Task goal
From the line with "Describe the element" through the last line of the records below, both ends included, transcribe only those lines, exactly, and omit the pictures.

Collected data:
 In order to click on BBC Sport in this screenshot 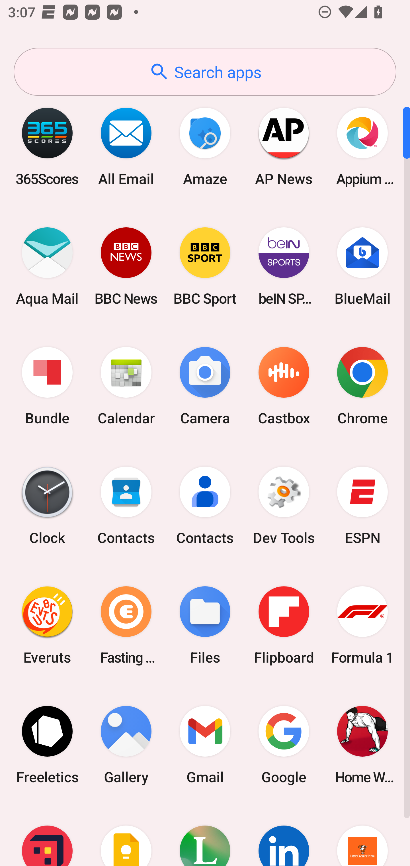, I will do `click(205, 266)`.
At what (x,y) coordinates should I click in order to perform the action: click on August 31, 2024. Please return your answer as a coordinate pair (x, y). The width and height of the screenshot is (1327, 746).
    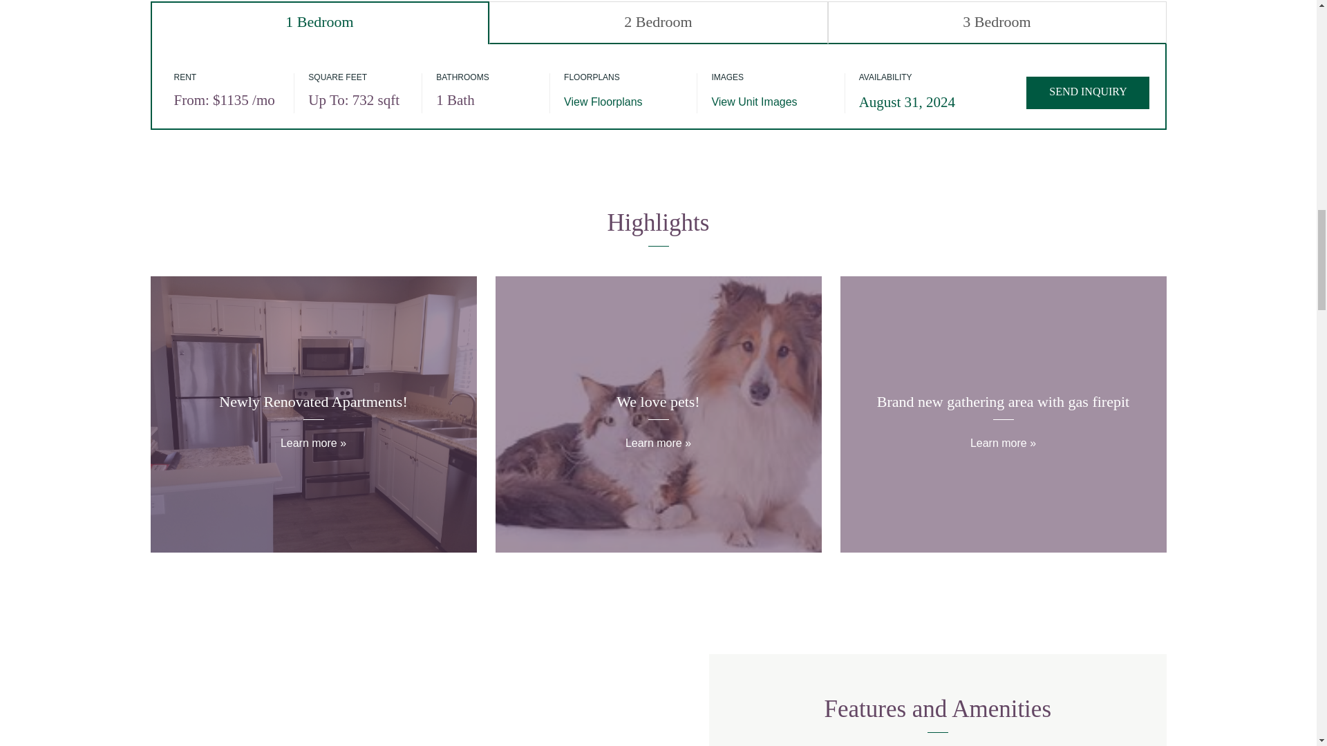
    Looking at the image, I should click on (907, 102).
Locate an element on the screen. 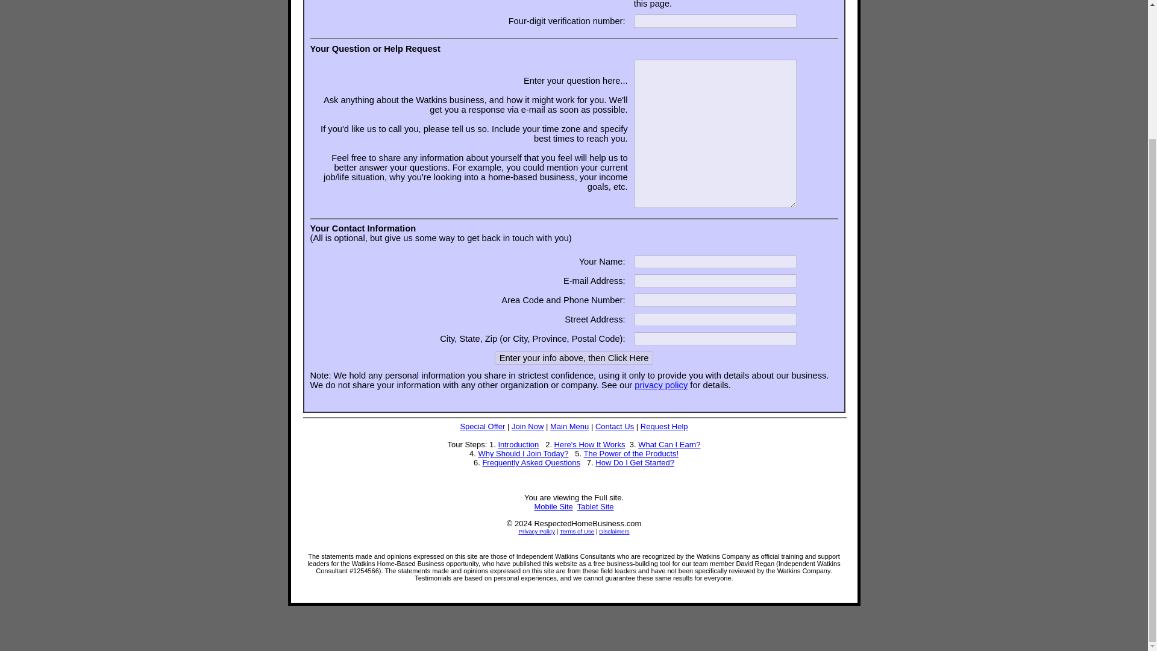  Why Should I Join Today? is located at coordinates (523, 453).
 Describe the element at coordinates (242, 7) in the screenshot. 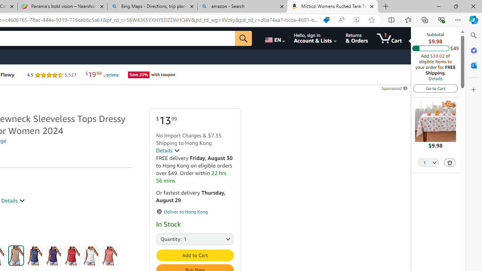

I see `amazon - Search` at that location.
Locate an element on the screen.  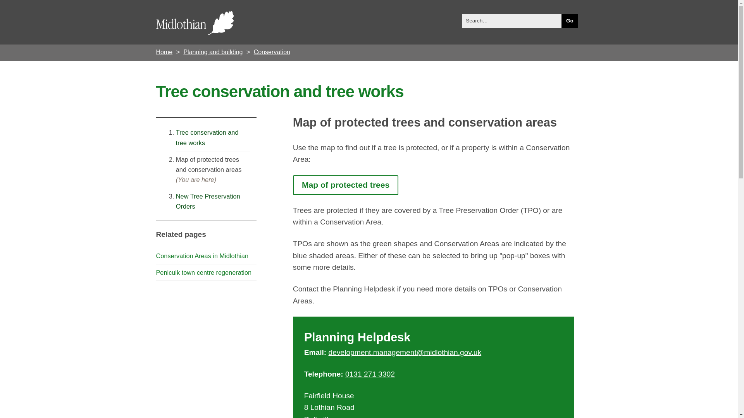
Go is located at coordinates (569, 21).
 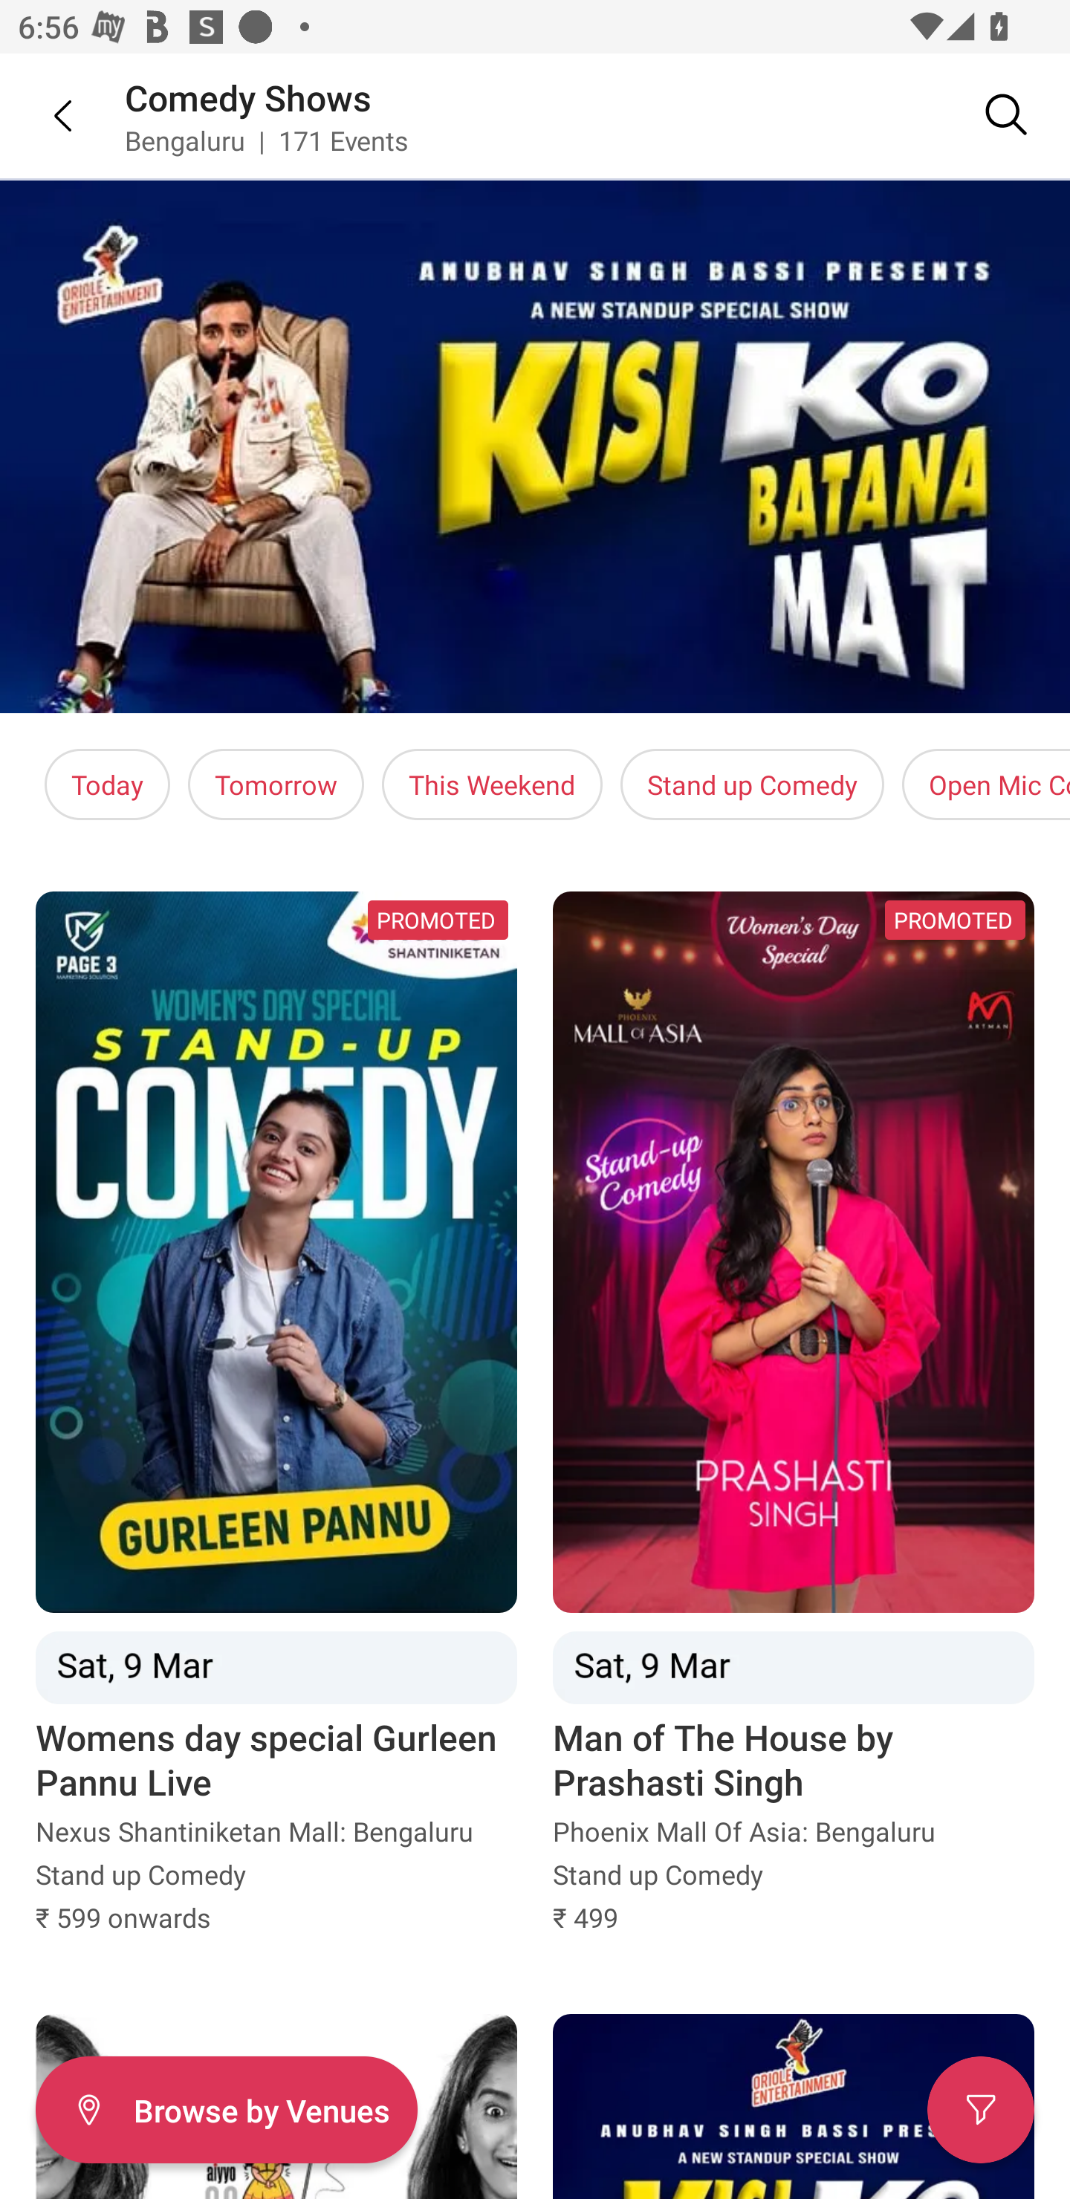 I want to click on Comedy Shows, so click(x=248, y=96).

Solution below
 Describe the element at coordinates (242, 7) in the screenshot. 

I see `amazon - Search` at that location.
Locate an element on the screen.  
Go is located at coordinates (569, 21).
  I want to click on Comedy Shows, so click(x=248, y=96).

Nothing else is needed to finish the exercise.